Rob Nelson is the founder of Mobile Composer, a platform that helps businesses build custom mobile and web applications without rebuilding the same security, infrastructure, and product-lifecycle pieces every time. With 25+ years as a software consultant and an economics degree, Rob comes at technology from a business-first perspective. He is a longtime friend of Ryan who originally challenged him over beers to start his own value-building practice years before this podcast existed.
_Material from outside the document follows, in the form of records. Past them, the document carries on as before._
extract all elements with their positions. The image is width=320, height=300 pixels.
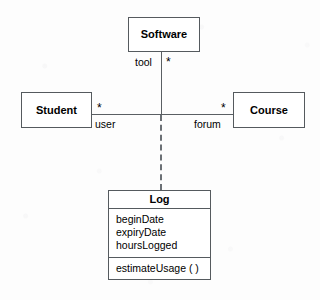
log-operations-compartment: estimateUsage ( ) (109, 258, 210, 279)
log-name-compartment: Log (109, 191, 210, 209)
multiplicity-course-end: * (221, 102, 226, 114)
log-attribute-begin-date: beginDate (116, 213, 203, 226)
class-box-course[interactable]: Course (233, 92, 305, 128)
class-box-software[interactable]: Software (128, 17, 200, 52)
role-label-forum: forum (194, 119, 221, 130)
multiplicity-software-end: * (166, 56, 171, 68)
class-name-student: Student (36, 105, 77, 116)
uml-diagram-canvas: Software Student Course Log beginDate ex… (0, 0, 320, 300)
log-attributes-compartment: beginDate expiryDate hoursLogged (109, 209, 210, 258)
log-attribute-hours-logged: hoursLogged (116, 239, 203, 252)
class-name-course: Course (250, 105, 288, 116)
association-line-student-course (92, 114, 233, 116)
multiplicity-student-end: * (97, 102, 102, 114)
log-operation-estimate-usage: estimateUsage ( ) (116, 262, 203, 275)
role-label-user: user (95, 119, 115, 130)
role-label-tool: tool (135, 57, 152, 68)
association-line-software (161, 52, 163, 115)
log-attribute-expiry-date: expiryDate (116, 226, 203, 239)
class-name-software: Software (141, 29, 187, 40)
class-name-log: Log (149, 194, 169, 205)
association-class-dashed-link (160, 115, 162, 190)
class-box-log[interactable]: Log beginDate expiryDate hoursLogged est… (108, 190, 211, 280)
class-box-student[interactable]: Student (21, 92, 92, 128)
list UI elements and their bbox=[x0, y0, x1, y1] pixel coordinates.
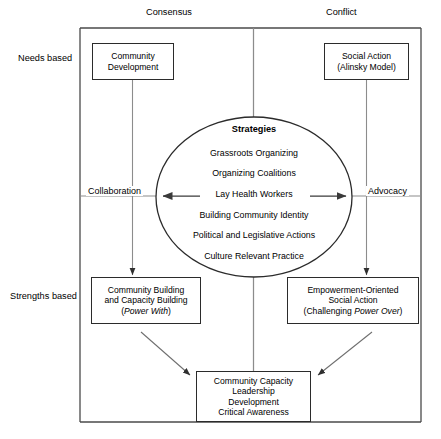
box-community-building-line3: (Power With) bbox=[121, 306, 171, 316]
power-over-paren-close: ) bbox=[400, 306, 403, 316]
circle-item-1: Grassroots Organizing bbox=[156, 148, 352, 158]
circle-item-6: Culture Relevant Practice bbox=[156, 251, 352, 261]
power-over-prefix: (Challenging bbox=[304, 306, 355, 316]
box-social-action: Social Action (Alinsky Model) bbox=[324, 43, 409, 80]
box-outcomes-line1: Community Capacity bbox=[214, 376, 293, 386]
circle-item-4: Building Community Identity bbox=[156, 210, 352, 220]
label-collaboration: Collaboration bbox=[86, 186, 143, 196]
label-strengths-based: Strengths based bbox=[10, 291, 77, 302]
power-with-paren-close: ) bbox=[168, 306, 171, 316]
box-empowerment-line1: Empowerment-Oriented bbox=[307, 285, 398, 295]
label-conflict: Conflict bbox=[326, 7, 357, 18]
box-social-action-line2: (Alinsky Model) bbox=[337, 62, 396, 72]
power-over-term: Power Over bbox=[354, 306, 399, 316]
label-advocacy: Advocacy bbox=[366, 186, 409, 196]
circle-title: Strategies bbox=[156, 124, 352, 134]
box-community-development-line2: Development bbox=[108, 62, 159, 72]
box-outcomes-line3: Development bbox=[228, 397, 279, 407]
box-empowerment-social-action: Empowerment-Oriented Social Action (Chal… bbox=[287, 277, 419, 324]
label-consensus: Consensus bbox=[146, 7, 192, 18]
box-outcomes-line4: Critical Awareness bbox=[218, 407, 289, 417]
box-community-development-line1: Community bbox=[111, 51, 154, 61]
diagonal-arrows bbox=[141, 332, 372, 375]
box-social-action-line1: Social Action bbox=[342, 51, 391, 61]
strategies-circle-content: Strategies Grassroots Organizing Organiz… bbox=[156, 117, 352, 277]
diagram-canvas: Consensus Conflict Needs based Strengths… bbox=[0, 0, 441, 439]
box-community-development: Community Development bbox=[92, 43, 174, 80]
circle-item-5: Political and Legislative Actions bbox=[156, 230, 352, 240]
box-empowerment-line3: (Challenging Power Over) bbox=[304, 306, 403, 316]
power-with-term: Power With bbox=[124, 306, 168, 316]
box-outcomes: Community Capacity Leadership Developmen… bbox=[196, 371, 311, 422]
box-community-building-line2: and Capacity Building bbox=[104, 295, 187, 305]
box-outcomes-line2: Leadership bbox=[232, 386, 275, 396]
box-empowerment-line2: Social Action bbox=[328, 295, 377, 305]
box-community-building-line1: Community Building bbox=[108, 285, 184, 295]
box-community-building: Community Building and Capacity Building… bbox=[91, 277, 201, 324]
label-needs-based: Needs based bbox=[18, 53, 72, 64]
circle-item-3: Lay Health Workers bbox=[156, 189, 352, 199]
circle-item-2: Organizing Coalitions bbox=[156, 168, 352, 178]
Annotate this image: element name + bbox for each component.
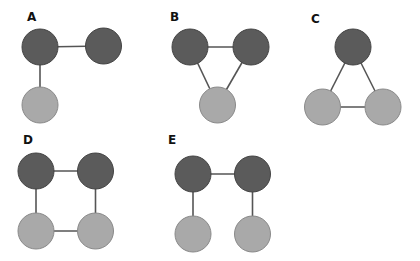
light-node bbox=[200, 87, 236, 123]
panel-label-d: D bbox=[23, 134, 33, 146]
dark-node bbox=[175, 156, 211, 192]
panel-c bbox=[305, 29, 402, 125]
panel-d bbox=[18, 153, 114, 249]
light-node bbox=[18, 213, 54, 249]
dark-node bbox=[235, 156, 271, 192]
panel-e bbox=[175, 156, 271, 252]
panel-label-c: C bbox=[311, 13, 320, 25]
light-node bbox=[305, 89, 341, 125]
light-node bbox=[78, 213, 114, 249]
dark-node bbox=[335, 29, 371, 65]
light-node bbox=[365, 89, 401, 125]
dark-node bbox=[86, 28, 122, 64]
dark-node bbox=[78, 153, 114, 189]
dark-node bbox=[22, 29, 58, 65]
dark-node bbox=[172, 29, 208, 65]
panel-a bbox=[22, 28, 122, 123]
panel-label-e: E bbox=[168, 134, 176, 146]
light-node bbox=[175, 216, 211, 252]
panel-label-a: A bbox=[27, 11, 36, 23]
light-node bbox=[22, 87, 58, 123]
panel-label-b: B bbox=[170, 11, 179, 23]
panel-b bbox=[172, 29, 269, 123]
dark-node bbox=[233, 29, 269, 65]
light-node bbox=[235, 216, 271, 252]
network-motif-diagram bbox=[0, 0, 420, 261]
dark-node bbox=[18, 153, 54, 189]
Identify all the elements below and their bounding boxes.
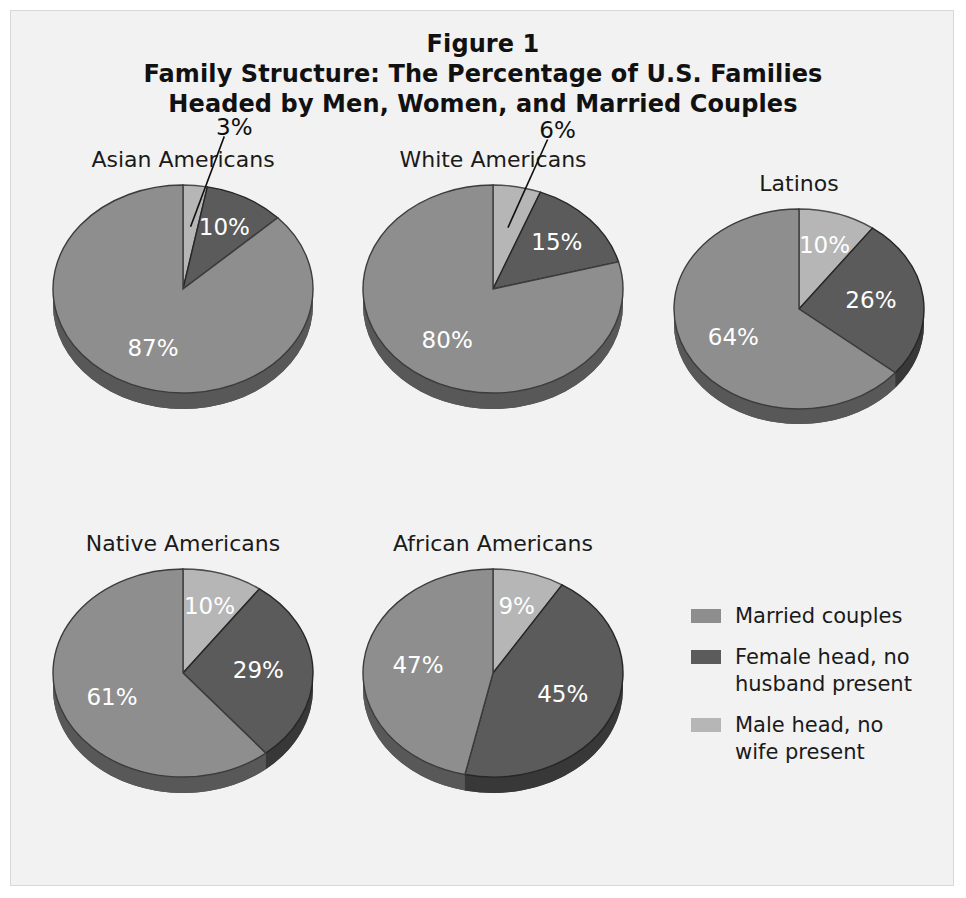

In this conversation, they explore how owners of traditional service and manufacturing businesses can use niche SaaS products to re-rate their company’s valuation before an exit, and the lean validation discipline that keeps them from blowing six-figure budgets on the wrong product.

Resources Mentioned

  • Mobile Composer — Rob’s platform for building mobile and web products on top of an existing business.
  • Built to Sell by John Warrillow — Referenced for the eight key drivers of company value.
  • Good to Great by Jim Collins — Referenced for the “bullets before cannonballs” concept.
  • Business Model Canvas — One-page tool for laying out audiences, value, costs, and revenue.
  • Lean Startup methodology — Referenced for incremental development and customer validation.
  • Traction / EOS — Referenced for the visionary and integrator roles.
  • ConnectWise — Mentioned as the managed IT firm that built internal software and pivoted to sell it across the industry.